According to Ripple, leaders from the banking, fintech, corporate and asset management sector have made it clear that the “digital asset revolution is happening now”.
“Digital assets are quickly becoming a cornerstone of financial services, underpinned by progressive regulation, growing interest from Tier-1 banks, a steady consumer shift from banks to fintech providers, and booming stablecoin adoption,” Ripple says.
The survey was conducted in early 2026 and the findings released in March.
Stablecoin Boon or Bane?
Ripple has experienced significant success in the stablecoin sector since launching its Ripple USD (RLUSD) stablecoin in 2024.
With a market cap of $1.56 billion, it is considered a major regulated player in the market.
No doubt the platform was pleased to learn through its own survey that financial leaders were most bullish about stablecoins.
Roughly three-quarters of respondents believed they could boost cash-flow efficiency and unlock trapped working capital.
Ripple noted that finance leaders were thinking about stablecoins as more than “just a new way to execute payments”; instead, they viewed them as effective tools for treasury management.
In March 2026, Ripple began testing a new trade finance model built around RLUSD in a bid to increase the speed of cross-border payments.
The pilot initiative, developed alongside supply chain finance company Unloq [https://unloq.com], is running on the XRP Ledger inside a testing framework developed by the Monetary Authority of Singapore.
The Asian city-state is one of the platform’s biggest growth markets.
The idea behind the project is to see whether stablecoin-based settlement can streamline trade finance, too often hampered by reliance on intermediaries and slow reconciliation.
The only potential drawback is that if the initiative takes off, the Ripple to USD price could be negatively affected.
Ripple has always championed its native XRP token as a bridge asset, the “middleman” in the process of a financial institution turning dollars in the US into pounds in the UK, for example.
Ripple converts dollars into XRP and then back into pounds.
If RLUSD can do exactly the same thing, questions will be asked about XRP’s relevance.
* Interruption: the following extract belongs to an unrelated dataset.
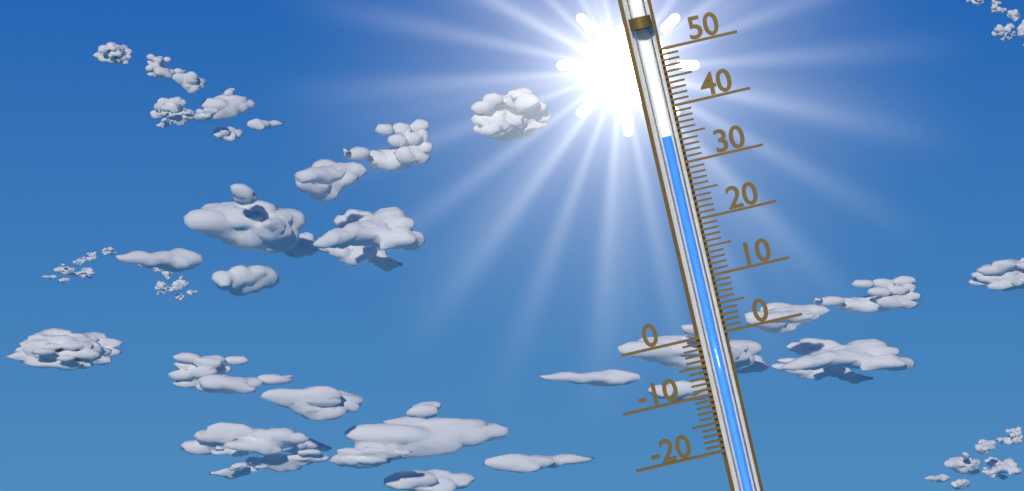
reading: 35 (no unit)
That is a bridge Ripple will have to cross if it gets to that point.
Tokenisation Partners
Another interesting finding from Ripple’s survey is that most banks and asset managers are seeking tokenisation partners to help execute their strategies.
Some 89% of respondents said digital asset storage and custody were top priority. “Token servicing/lifecycle management also ranks highly for banks at 82%, while asset managers place greater emphasis on primary distribution at 80%,” Ripple found.
The survey also revealed that just more than half of fintechs and financial institutions want an infrastructure provider that can offer a “one-stop-shop solution”. This rose to 71% among corporate financial leaders.
Ripple attributes this to institutions and firms wanting uncomplicated, cohesive systems.
Infrastructure Rules
In its final analysis, Ripple says companies across the board are looking for partners and solutions that are “secure, compliant, battle-tested and that enable growth and execution”.
“The message is clear: infrastructure decisions made today will shape competitive positioning tomorrow.”
No surprise that this is precisely where Ripple is placing much of its focus.